Black Panther health politics represented a continuation of civil rights struggles in a second significant way. Actors and organizations involved in Party health politics bridged civil rights and health rights endeavors. This is particularly apparent in the cross-fertilization between the Panthers, SNCC, and the MCHR. The MCHR, a group of doctors, nurses, students of the health professions, and others, first came together as medical support for SNCC’s 1964 Freedom Summer campaign. At this time, the SNCC leadership included H. Rap Brown, Stokely Carmichael, and Kathleen Cleaver, who would be among the earliest members of the Panther organization. As described in chapter 1, the Party’s health work extended directly from the efforts of the SNCC organization. Moreover, members of the MCHR worked closely with the Party on its health projects in Los Angeles, Chicago, and other locations to establish and run community-based health clinics not unlike ones started by SNCC. From an organizational perspective as well then, the founding of the Party did not mark the conclusion of the civil rights era but rather its extension. As Elaine Brown described, the Party did not discriminate between phases of the black freedom struggle and, indeed, appreciated its continuity: “We never called it the ‘civil rights movement.’ It was just ‘the movement.’ . . . Everybody called it ‘the movement.’ Everybody would tell you that. . . . We never really distinguished ourselves from Martin Luther King; we thought he was a great hero as we did with Malcolm X, of course.”26

Civil Rights, Health Rights

“A poor man has no medical or legal rights,” a member of the Party lamented in an issue of the group’s newspaper: “He is a colonized man.”27 As this quote suggests, while Black Panther health activism did not indicate the twilight of civil rights struggles, it was certainly a referendum on contemporary social issues.
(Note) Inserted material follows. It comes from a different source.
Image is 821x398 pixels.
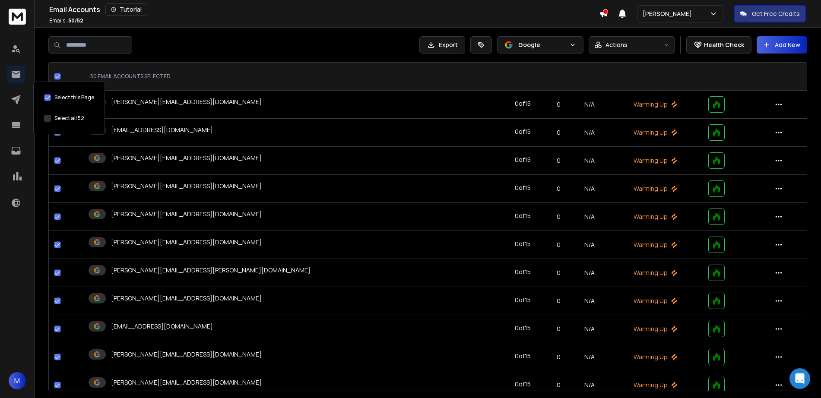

Indeed, the organization’s emergence responded to the profound dissatisfaction still felt by many African Americans despite the fact that their civic membership in the United States had been fortified anew in the Civil Rights Act of 1964 and the Voting Rights Act of 1965. For the Party, the reality of urban poverty and structural racism showed recent civil rights strides at their limits. Moreover, the persistence of health inequality despite recent improvements only highlighted the indefatigableness of the systematic social and economic exclusion of blacks.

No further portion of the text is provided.